By:The Master NM, London
Date:Wednesday 7 May 2008
Rating:   10

You simply cant fault this episode. I love his one simply because the Doctor had become slightly darker in his approach and Ace had slightly graver things to worry about like her family and personal events leading up to Survival. The Heamorvores are a spectacular race if not completly terrifying. Commander Millington also brings colour to the spookyness and the tone of the episode and the erriness of the great ash tree and the background knolage is also a plus which ofcourse works in a story like this one.

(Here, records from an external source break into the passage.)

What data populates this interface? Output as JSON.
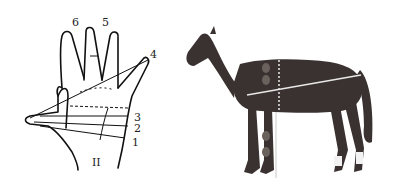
{
  "hand_diagram": {
    "labels": {
      "l1": "1",
      "l2": "2",
      "l3": "3",
      "l4": "4",
      "l5": "5",
      "l6": "6",
      "roman": "II"
    }
  },
  "horse_diagram": {
    "subject": "horse",
    "colors": {
      "coat": "#3a3230",
      "measure_line": "#e8e8e8"
    }
  }
}
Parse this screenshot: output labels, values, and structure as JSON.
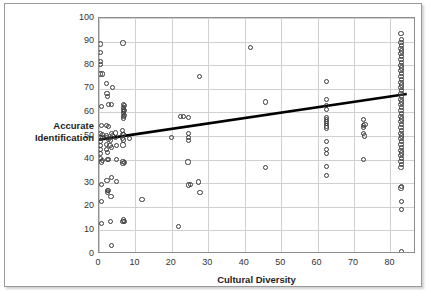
{
  "chart_data": {
    "type": "scatter",
    "title": "",
    "xlabel": "Cultural Diversity",
    "ylabel": "Accurate Identification",
    "xlim": [
      0,
      87
    ],
    "ylim": [
      0,
      100
    ],
    "xticks": [
      0,
      10,
      20,
      30,
      40,
      50,
      60,
      70,
      80
    ],
    "yticks": [
      0,
      10,
      20,
      30,
      40,
      50,
      60,
      70,
      80,
      90,
      100
    ],
    "grid": "both",
    "legend": "none",
    "marker": "open-circle",
    "marker_color": "#3a3a3a",
    "trendline": {
      "type": "linear",
      "color": "#000000",
      "width": 2.6,
      "x_start": 0.0,
      "y_start": 48.0,
      "x_end": 85.0,
      "y_end": 67.5
    },
    "points": [
      [
        0.5,
        89.0
      ],
      [
        0.5,
        85.5
      ],
      [
        0.5,
        81.5
      ],
      [
        0.5,
        80.3
      ],
      [
        0.5,
        76.3
      ],
      [
        0.9,
        76.3
      ],
      [
        0.6,
        62.5
      ],
      [
        0.6,
        54.3
      ],
      [
        0.5,
        51.0
      ],
      [
        0.9,
        50.6
      ],
      [
        0.5,
        49.5
      ],
      [
        0.9,
        49.3
      ],
      [
        0.5,
        47.5
      ],
      [
        0.5,
        46.0
      ],
      [
        0.5,
        44.3
      ],
      [
        0.5,
        42.5
      ],
      [
        0.5,
        40.3
      ],
      [
        0.9,
        39.5
      ],
      [
        0.6,
        39.0
      ],
      [
        0.6,
        29.6
      ],
      [
        0.6,
        22.2
      ],
      [
        0.6,
        13.0
      ],
      [
        2.0,
        72.3
      ],
      [
        2.2,
        68.0
      ],
      [
        2.3,
        66.6
      ],
      [
        2.6,
        63.3
      ],
      [
        2.0,
        54.5
      ],
      [
        2.6,
        54.0
      ],
      [
        2.1,
        50.3
      ],
      [
        2.2,
        49.4
      ],
      [
        2.5,
        48.6
      ],
      [
        2.0,
        46.5
      ],
      [
        2.1,
        44.4
      ],
      [
        2.3,
        43.0
      ],
      [
        2.4,
        40.0
      ],
      [
        2.6,
        39.9
      ],
      [
        2.2,
        31.2
      ],
      [
        2.4,
        27.0
      ],
      [
        2.6,
        26.8
      ],
      [
        2.3,
        26.2
      ],
      [
        3.6,
        70.4
      ],
      [
        3.5,
        63.5
      ],
      [
        3.4,
        51.0
      ],
      [
        3.6,
        50.0
      ],
      [
        3.2,
        48.0
      ],
      [
        3.0,
        46.0
      ],
      [
        3.5,
        45.2
      ],
      [
        3.4,
        32.3
      ],
      [
        3.3,
        24.5
      ],
      [
        3.2,
        13.6
      ],
      [
        3.5,
        3.5
      ],
      [
        4.8,
        46.0
      ],
      [
        4.6,
        49.2
      ],
      [
        4.5,
        51.3
      ],
      [
        4.7,
        40.0
      ],
      [
        4.9,
        30.7
      ],
      [
        6.6,
        89.4
      ],
      [
        6.7,
        63.2
      ],
      [
        6.7,
        62.2
      ],
      [
        6.7,
        61.2
      ],
      [
        6.7,
        60.3
      ],
      [
        6.7,
        59.4
      ],
      [
        6.7,
        58.4
      ],
      [
        6.7,
        57.4
      ],
      [
        6.9,
        62.8
      ],
      [
        6.9,
        60.8
      ],
      [
        6.9,
        58.8
      ],
      [
        6.5,
        52.2
      ],
      [
        6.6,
        50.7
      ],
      [
        6.8,
        50.5
      ],
      [
        6.5,
        49.0
      ],
      [
        6.8,
        48.3
      ],
      [
        6.6,
        46.2
      ],
      [
        6.6,
        39.3
      ],
      [
        6.6,
        38.2
      ],
      [
        6.9,
        38.6
      ],
      [
        6.6,
        13.9
      ],
      [
        6.9,
        13.6
      ],
      [
        6.7,
        14.4
      ],
      [
        8.3,
        48.8
      ],
      [
        11.8,
        23.1
      ],
      [
        19.8,
        49.2
      ],
      [
        21.9,
        11.8
      ],
      [
        22.3,
        58.3
      ],
      [
        23.1,
        58.2
      ],
      [
        24.6,
        58.0
      ],
      [
        24.6,
        51.0
      ],
      [
        24.6,
        49.3
      ],
      [
        24.6,
        48.0
      ],
      [
        24.4,
        39.0
      ],
      [
        24.6,
        29.2
      ],
      [
        25.2,
        29.4
      ],
      [
        27.6,
        75.3
      ],
      [
        27.4,
        30.5
      ],
      [
        27.7,
        26.2
      ],
      [
        41.5,
        87.4
      ],
      [
        45.6,
        64.4
      ],
      [
        45.6,
        36.5
      ],
      [
        62.4,
        73.0
      ],
      [
        62.5,
        65.3
      ],
      [
        62.5,
        63.0
      ],
      [
        62.5,
        61.4
      ],
      [
        62.5,
        58.0
      ],
      [
        62.5,
        57.0
      ],
      [
        62.5,
        56.2
      ],
      [
        62.5,
        55.2
      ],
      [
        62.5,
        54.2
      ],
      [
        62.5,
        53.4
      ],
      [
        62.5,
        47.6
      ],
      [
        62.5,
        44.2
      ],
      [
        62.5,
        42.5
      ],
      [
        62.5,
        37.2
      ],
      [
        62.5,
        33.1
      ],
      [
        72.6,
        57.0
      ],
      [
        73.0,
        55.0
      ],
      [
        72.6,
        54.3
      ],
      [
        72.6,
        53.6
      ],
      [
        72.6,
        51.0
      ],
      [
        72.8,
        50.0
      ],
      [
        72.6,
        40.2
      ],
      [
        82.9,
        93.3
      ],
      [
        83.0,
        91.0
      ],
      [
        82.9,
        89.6
      ],
      [
        83.1,
        88.4
      ],
      [
        82.9,
        87.2
      ],
      [
        83.0,
        86.0
      ],
      [
        82.9,
        84.8
      ],
      [
        83.1,
        83.6
      ],
      [
        82.9,
        82.4
      ],
      [
        83.0,
        81.2
      ],
      [
        82.9,
        80.0
      ],
      [
        83.1,
        78.8
      ],
      [
        82.9,
        77.6
      ],
      [
        83.0,
        76.4
      ],
      [
        82.9,
        75.2
      ],
      [
        83.1,
        74.0
      ],
      [
        82.9,
        72.8
      ],
      [
        83.0,
        71.6
      ],
      [
        82.9,
        70.4
      ],
      [
        83.1,
        69.2
      ],
      [
        82.9,
        68.0
      ],
      [
        83.0,
        66.8
      ],
      [
        82.9,
        65.6
      ],
      [
        83.1,
        64.4
      ],
      [
        82.9,
        63.2
      ],
      [
        83.0,
        62.0
      ],
      [
        82.9,
        60.8
      ],
      [
        83.1,
        59.6
      ],
      [
        82.9,
        58.4
      ],
      [
        83.0,
        57.2
      ],
      [
        82.9,
        56.0
      ],
      [
        83.1,
        54.8
      ],
      [
        82.9,
        53.6
      ],
      [
        83.0,
        52.4
      ],
      [
        82.9,
        51.2
      ],
      [
        83.1,
        50.0
      ],
      [
        82.9,
        48.8
      ],
      [
        83.0,
        47.6
      ],
      [
        82.9,
        46.4
      ],
      [
        83.1,
        45.2
      ],
      [
        82.9,
        44.0
      ],
      [
        83.0,
        42.8
      ],
      [
        82.9,
        41.6
      ],
      [
        83.1,
        40.4
      ],
      [
        82.9,
        39.2
      ],
      [
        83.0,
        38.0
      ],
      [
        82.9,
        36.8
      ],
      [
        83.0,
        28.6
      ],
      [
        82.9,
        28.0
      ],
      [
        83.0,
        22.3
      ],
      [
        83.0,
        19.0
      ],
      [
        83.1,
        1.0
      ]
    ]
  }
}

I simply cant fault this episode, its up there with Terror of the Zygons and Battlefield etc.....



Very Good Novelization

By:David Layton, Los Angeles, United States
Date:Friday 18 June 2021
Rating:   8

"The Curse of Fenric" is probably the highest regarded episode of the McCoy era of Doctor Who. It maintained a consistent atmosphere of anxiety, had an intriguing puzzle, and well developed characters. Ian Briggs' novelization of his script adds quite a bit to all of that. It is probably the best Doctor Who script novelization. Briggs writes this as a novel, and while he sticks pretty closely to the script in plot and much of the dialogue, he is not too bothered with making an exact match. Where using novelistic touches would strengthen the narrative, he uses them. The story itself is just on the edge of what we might consider "Doctor Who" to be. It is much more a Gothic horror story of insidious evil, ancient curses, and reanimated corpses than it is science fiction. It's more William Hope Hodgson than John Wyndham. The few science-fictional touches that are there are mostly just window dressing. Briggs adds some background chapters in different narrative styles to fill in some of the missing information from the TV shows. There is still a big, gaping hole to all of this, and that is how Ace is incapable of recognizing her beloved grandmother even if it is the grandmother from 40 years earlier. How Ace's backstory fits into the generational Viking curse never escapes the mist in which it is enshrouded. Also, Briggs adds a coda ending of what possibly happens to Ace years later, but it does not quite fit either the novel or Doctor Who continuity. Still, there is far more good than bad about this novelization.